Finding pattern in biochemical reaction networks - a sub-graph mining approach

Scientific Databases and Visualization, Heidelberg Institute for Theoretical Studies, Heidelberg, Germany
Systems Biology and Bioinformatics, University of Rostock, Rostock, Germany
DOI
10.7287/peerj.preprints.1479v1
Subject Areas
Bioinformatics, Computational Biology, Data Mining and Machine Learning, Data Science
Keywords
Subgraph Mining, Systems Biology, Biochemical Reaction Networks, Pattern Detection, Graph Database, Knowledge Discovery
Copyright
© 2015 Henkel et al.
Licence
This is an open access article distributed under the terms of the Creative Commons Attribution License, which permits unrestricted use, distribution, reproduction and adaptation in any medium and for any purpose provided that it is properly attributed. For attribution, the original author(s), title, publication source (PeerJ PrePrints) and either DOI or URL of the article must be cited.
Cite this article
Henkel R, Lambusch F, Waltemath D. 2015. Finding pattern in biochemical reaction networks - a sub-graph mining approach. PeerJ PrePrints 3:e1479v1

Abstract

Biological questions today are often answered with the help of simulation models. Many of these models encode biological processes as biochemical reaction networks. The increasing amount of published models and the growing size of encoded reaction networks demand methods to analyse models. Specifically, researchers need to identify reoccurring and biologically relevant patterns. However, pattern recognition in large networks is a hard problem, and only partial solutions for very specific biological networks exist until now. In addition, while such patterns where already postulated, identifying them manually is barley feasible given a large set of complex models. This paper examines automatic methods to find reoccurring patterns structural similarities in models represented as bipartite graphs. An approach is presented to find the most frequent structures within the models. Appropriate patterns were found, which occur in a major part of the 575 input models. The occurrences of the resulting structures can provide insight into the encoding of certain biological processes, evaluate the postulated structures and serve as a reasonable similarity measure for grouping models that share many common structures.

Author Comment

This is the initial version of this manuscript. Title and short title are subject to change.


= Goal of the exercise =
Reproduce the records word for word, leaving out any pictures they hold.

Saved entries
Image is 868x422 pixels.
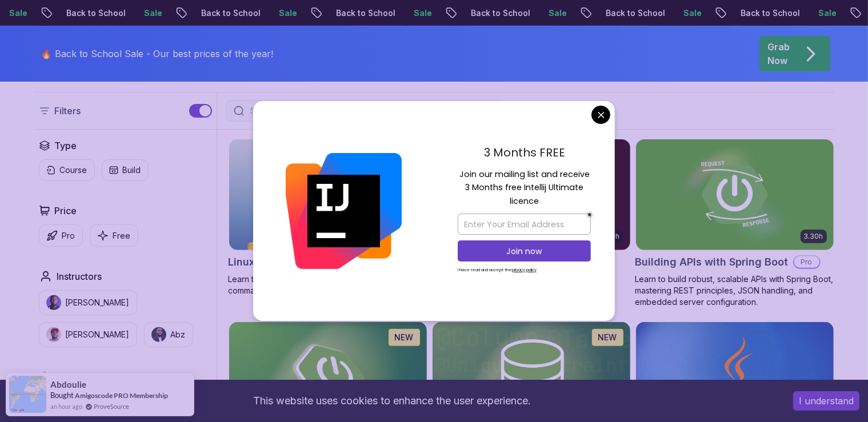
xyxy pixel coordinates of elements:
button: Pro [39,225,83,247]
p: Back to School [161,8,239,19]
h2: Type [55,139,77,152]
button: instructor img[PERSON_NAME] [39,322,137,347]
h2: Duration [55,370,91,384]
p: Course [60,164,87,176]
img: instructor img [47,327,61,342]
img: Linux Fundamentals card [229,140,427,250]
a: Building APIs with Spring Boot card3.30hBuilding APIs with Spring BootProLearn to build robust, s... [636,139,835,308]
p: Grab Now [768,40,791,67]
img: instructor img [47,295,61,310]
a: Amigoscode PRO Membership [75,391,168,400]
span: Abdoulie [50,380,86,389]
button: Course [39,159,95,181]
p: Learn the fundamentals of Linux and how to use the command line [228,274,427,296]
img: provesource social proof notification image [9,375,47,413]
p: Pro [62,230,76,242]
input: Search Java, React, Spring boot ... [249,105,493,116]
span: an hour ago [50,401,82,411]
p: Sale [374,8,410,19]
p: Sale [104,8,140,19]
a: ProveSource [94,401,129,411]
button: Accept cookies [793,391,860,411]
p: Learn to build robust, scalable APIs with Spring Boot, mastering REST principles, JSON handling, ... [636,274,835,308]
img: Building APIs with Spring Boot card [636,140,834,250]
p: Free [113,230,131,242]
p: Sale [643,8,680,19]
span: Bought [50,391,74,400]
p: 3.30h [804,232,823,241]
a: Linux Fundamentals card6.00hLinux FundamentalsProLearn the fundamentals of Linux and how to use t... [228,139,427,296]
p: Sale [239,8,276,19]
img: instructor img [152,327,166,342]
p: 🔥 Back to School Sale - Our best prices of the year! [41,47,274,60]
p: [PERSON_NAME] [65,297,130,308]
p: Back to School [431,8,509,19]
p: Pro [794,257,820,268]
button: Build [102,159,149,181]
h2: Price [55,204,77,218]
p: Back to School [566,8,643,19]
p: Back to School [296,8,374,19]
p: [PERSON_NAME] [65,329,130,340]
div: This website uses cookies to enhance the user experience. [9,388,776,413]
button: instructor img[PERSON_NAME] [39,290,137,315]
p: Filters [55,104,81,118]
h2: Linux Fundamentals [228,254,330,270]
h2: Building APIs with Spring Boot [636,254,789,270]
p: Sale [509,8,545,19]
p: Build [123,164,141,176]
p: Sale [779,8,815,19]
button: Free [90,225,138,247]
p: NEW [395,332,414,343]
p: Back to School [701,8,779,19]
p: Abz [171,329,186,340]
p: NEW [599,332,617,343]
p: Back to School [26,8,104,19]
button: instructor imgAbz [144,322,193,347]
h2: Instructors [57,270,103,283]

= Answer box =
Image is 868x422 pixels.
xyxy pixel coordinates of elements:
button: Pro [39,225,83,247]
p: Back to School [161,8,239,19]
h2: Type [55,139,77,152]
button: instructor img[PERSON_NAME] [39,322,137,347]
h2: Duration [55,370,91,384]
p: Course [60,164,87,176]
img: instructor img [47,327,61,342]
img: Linux Fundamentals card [229,140,427,250]
a: Building APIs with Spring Boot card3.30hBuilding APIs with Spring BootProLearn to build robust, s... [636,139,835,308]
p: Grab Now [768,40,791,67]
img: instructor img [47,295,61,310]
a: Amigoscode PRO Membership [75,391,168,400]
span: Abdoulie [50,380,86,389]
button: Course [39,159,95,181]
p: Learn the fundamentals of Linux and how to use the command line [228,274,427,296]
img: provesource social proof notification image [9,375,47,413]
p: Pro [62,230,76,242]
input: Search Java, React, Spring boot ... [249,105,493,116]
span: an hour ago [50,401,82,411]
p: Sale [374,8,410,19]
p: Sale [104,8,140,19]
a: ProveSource [94,401,129,411]
button: Accept cookies [793,391,860,411]
p: Learn to build robust, scalable APIs with Spring Boot, mastering REST principles, JSON handling, ... [636,274,835,308]
img: Building APIs with Spring Boot card [636,140,834,250]
p: Free [113,230,131,242]
p: Sale [643,8,680,19]
span: Bought [50,391,74,400]
p: 3.30h [804,232,823,241]
a: Linux Fundamentals card6.00hLinux FundamentalsProLearn the fundamentals of Linux and how to use t... [228,139,427,296]
p: Sale [239,8,276,19]
img: instructor img [152,327,166,342]
p: 🔥 Back to School Sale - Our best prices of the year! [41,47,274,60]
p: [PERSON_NAME] [65,297,130,308]
p: Back to School [431,8,509,19]
p: Pro [794,257,820,268]
button: Build [102,159,149,181]
h2: Price [55,204,77,218]
p: Back to School [566,8,643,19]
p: Back to School [296,8,374,19]
p: [PERSON_NAME] [65,329,130,340]
div: This website uses cookies to enhance the user experience. [9,388,776,413]
button: instructor img[PERSON_NAME] [39,290,137,315]
p: Filters [55,104,81,118]
h2: Linux Fundamentals [228,254,330,270]
h2: Building APIs with Spring Boot [636,254,789,270]
p: Sale [509,8,545,19]
p: Build [123,164,141,176]
p: Sale [779,8,815,19]
button: Free [90,225,138,247]
p: NEW [395,332,414,343]
p: Back to School [701,8,779,19]
p: Abz [171,329,186,340]
p: NEW [599,332,617,343]
p: Back to School [26,8,104,19]
button: instructor imgAbz [144,322,193,347]
h2: Instructors [57,270,103,283]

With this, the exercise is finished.